TV Advertising Remains Huge Sales Motivator for Car Buyers, Even in Digital Era

Thinking about abandoning TV advertising and shifting your ad budget over to digital?  Well, be sure you read this article to the end.  The eyeballs may not be where the experts say they are, and the most effective place to drive awareness about your dealership may surprise you.

This Forbes article, published in December of last year, gives you the cold hard facts about how auto dealer advertising on TV is still a main driver of traffic to dealer websites, and that television advertising actually move millennials to take action more than you think.

TV Advertising Remains Huge Sales Motivator for Car Buyers, Even in Digital Era

TV Advertising Remains Huge Sales Motivator for Car Buyers, Even in Digital Era

If you've got any doubts that television advertising retains a crucial role in feeding the automotive marketing funnel, just turn on the TV for a few minutes this holiday season. Inundation with holiday-themed brand and regional dealer commercials for Audi, Honda, Toyota, Jeep, Ford, Chevrolet, Cadillac and others will ensue.

Just as auto brands face a big need and opportunity to move the metal now in what has become a hugely important December each year, it seems they may be rediscovering the role that television advertising can play in encouraging actual car sales as well as in creating brand awareness and impressions.

Much of the former role has been parceled out to digital advertising over the past decade, but campaigns like Lexus' annual "December to Remember," as well as some new data from the Video Advertising Bureau (VAB), suggests that many auto marketers are giving a closer look to the capabilities of TV.

"The truth is that TV and digital work together very well," Sean Cunningham, president and CEO of the VAB, told me. "TV has done a good job of fueling digital, which does an especially good job with dealer offerings. But too much of the attribution for success has been assumed to be digital. Now we're seeing more awareness that it was the wrong division of labor."

Black Friday sets up a December to Remember in Car Dealer Advertising

Consider the deluge of TV advertising for the crucial holiday promotion season that has emerged for the auto industry over the past several years, for the first time turning the period into a fertile sales season after it pretty much had been deadsville for most of the industry's history.

"There was $161 million spent on Black Friday on automotive advertising on TV alone," Cunningham noted. "And the reason is that the industry knows right now is the period when they have to move those vehicles, an inordinate volume of units. And when you need to mobilize customers en masse, in a tight timeframe between now and the end of the year, they understand that TV is going to light up their online instruments and fill dealer showrooms with traffic."

 "Start Your Engines," a new study by the VAB that surveyed active auto shoppers in November, found that TV carried the most influence of all media throughout their decision process. It turned out that millennials were twice as likely to become aware of their local car dealership via TV (56 percent) than the next leading means, online search (26 percent), while 25- t0 54-year-olds were also more likely to turn to TV (53 percent) than search (30 percent).

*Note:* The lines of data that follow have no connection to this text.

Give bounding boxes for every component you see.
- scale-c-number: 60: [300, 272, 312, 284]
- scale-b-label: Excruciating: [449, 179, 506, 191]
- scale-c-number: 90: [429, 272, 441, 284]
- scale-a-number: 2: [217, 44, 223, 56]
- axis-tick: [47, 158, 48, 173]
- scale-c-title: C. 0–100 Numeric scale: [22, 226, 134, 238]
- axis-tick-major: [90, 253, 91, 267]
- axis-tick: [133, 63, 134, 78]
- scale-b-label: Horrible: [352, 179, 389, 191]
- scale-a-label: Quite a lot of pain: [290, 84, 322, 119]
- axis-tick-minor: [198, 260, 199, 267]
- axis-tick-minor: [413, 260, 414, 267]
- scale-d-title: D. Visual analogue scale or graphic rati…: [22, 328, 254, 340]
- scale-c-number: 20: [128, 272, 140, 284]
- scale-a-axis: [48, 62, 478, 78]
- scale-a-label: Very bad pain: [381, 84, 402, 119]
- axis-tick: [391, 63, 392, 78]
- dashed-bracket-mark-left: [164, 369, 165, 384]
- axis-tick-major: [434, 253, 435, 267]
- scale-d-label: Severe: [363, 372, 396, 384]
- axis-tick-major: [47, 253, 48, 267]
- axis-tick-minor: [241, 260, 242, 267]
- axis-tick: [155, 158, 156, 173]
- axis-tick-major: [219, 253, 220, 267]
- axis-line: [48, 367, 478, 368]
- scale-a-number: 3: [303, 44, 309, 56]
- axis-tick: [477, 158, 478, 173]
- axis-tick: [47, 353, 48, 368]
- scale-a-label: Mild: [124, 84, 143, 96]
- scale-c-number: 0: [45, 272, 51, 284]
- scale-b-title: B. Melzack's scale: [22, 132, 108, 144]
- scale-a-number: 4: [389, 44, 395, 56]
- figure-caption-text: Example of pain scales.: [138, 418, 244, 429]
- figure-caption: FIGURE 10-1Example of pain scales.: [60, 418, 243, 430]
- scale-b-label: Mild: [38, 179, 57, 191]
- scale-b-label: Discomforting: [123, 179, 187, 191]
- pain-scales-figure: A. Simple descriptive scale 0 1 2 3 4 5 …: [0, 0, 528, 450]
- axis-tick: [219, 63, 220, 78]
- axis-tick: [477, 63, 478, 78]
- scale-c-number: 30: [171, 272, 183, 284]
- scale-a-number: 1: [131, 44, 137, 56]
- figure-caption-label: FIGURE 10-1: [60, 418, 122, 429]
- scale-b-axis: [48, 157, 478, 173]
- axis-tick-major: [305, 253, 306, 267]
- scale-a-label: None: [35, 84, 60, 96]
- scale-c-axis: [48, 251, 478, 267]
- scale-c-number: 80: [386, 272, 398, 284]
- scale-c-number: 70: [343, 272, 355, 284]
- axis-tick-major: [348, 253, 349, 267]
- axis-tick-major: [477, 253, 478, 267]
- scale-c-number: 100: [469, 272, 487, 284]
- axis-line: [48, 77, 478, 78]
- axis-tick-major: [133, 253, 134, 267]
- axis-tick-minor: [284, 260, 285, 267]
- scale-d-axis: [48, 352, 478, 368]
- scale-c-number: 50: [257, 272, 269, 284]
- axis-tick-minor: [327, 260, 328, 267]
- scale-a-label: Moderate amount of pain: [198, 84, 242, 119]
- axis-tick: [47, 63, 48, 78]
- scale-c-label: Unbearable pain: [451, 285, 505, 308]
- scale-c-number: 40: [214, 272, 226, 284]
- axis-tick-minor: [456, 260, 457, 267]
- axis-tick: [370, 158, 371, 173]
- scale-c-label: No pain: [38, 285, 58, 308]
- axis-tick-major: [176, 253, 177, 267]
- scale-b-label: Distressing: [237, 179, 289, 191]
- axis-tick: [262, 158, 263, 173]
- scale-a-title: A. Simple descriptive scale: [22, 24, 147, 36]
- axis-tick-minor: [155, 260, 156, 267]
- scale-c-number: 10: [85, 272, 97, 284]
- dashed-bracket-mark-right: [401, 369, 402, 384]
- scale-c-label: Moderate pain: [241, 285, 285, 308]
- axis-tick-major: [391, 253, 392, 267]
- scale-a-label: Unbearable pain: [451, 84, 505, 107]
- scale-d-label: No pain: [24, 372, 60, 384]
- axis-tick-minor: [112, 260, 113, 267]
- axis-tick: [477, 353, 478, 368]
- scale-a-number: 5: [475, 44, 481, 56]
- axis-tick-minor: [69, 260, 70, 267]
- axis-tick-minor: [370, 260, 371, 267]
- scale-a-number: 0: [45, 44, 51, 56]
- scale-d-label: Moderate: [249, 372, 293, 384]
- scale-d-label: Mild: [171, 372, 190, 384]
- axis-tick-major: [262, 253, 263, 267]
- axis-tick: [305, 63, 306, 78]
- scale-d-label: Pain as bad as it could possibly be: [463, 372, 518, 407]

And when it came to deciding to take a test drive, 40 percent of millennials and adults aged 25 to 54 cited TV as their primary motivator.

"These findings fly in the face of several automakers' recent requirements that 50 percent of local advertising go to digital media," said Evelyn Skukovich, VAB's vice president of strategic research and insights. "TV ads are pointing people to dealers and putting them in cars. And most often it's TV ads that direct people to auto websites, which is consistent with the catalyst role that TV plays in social media."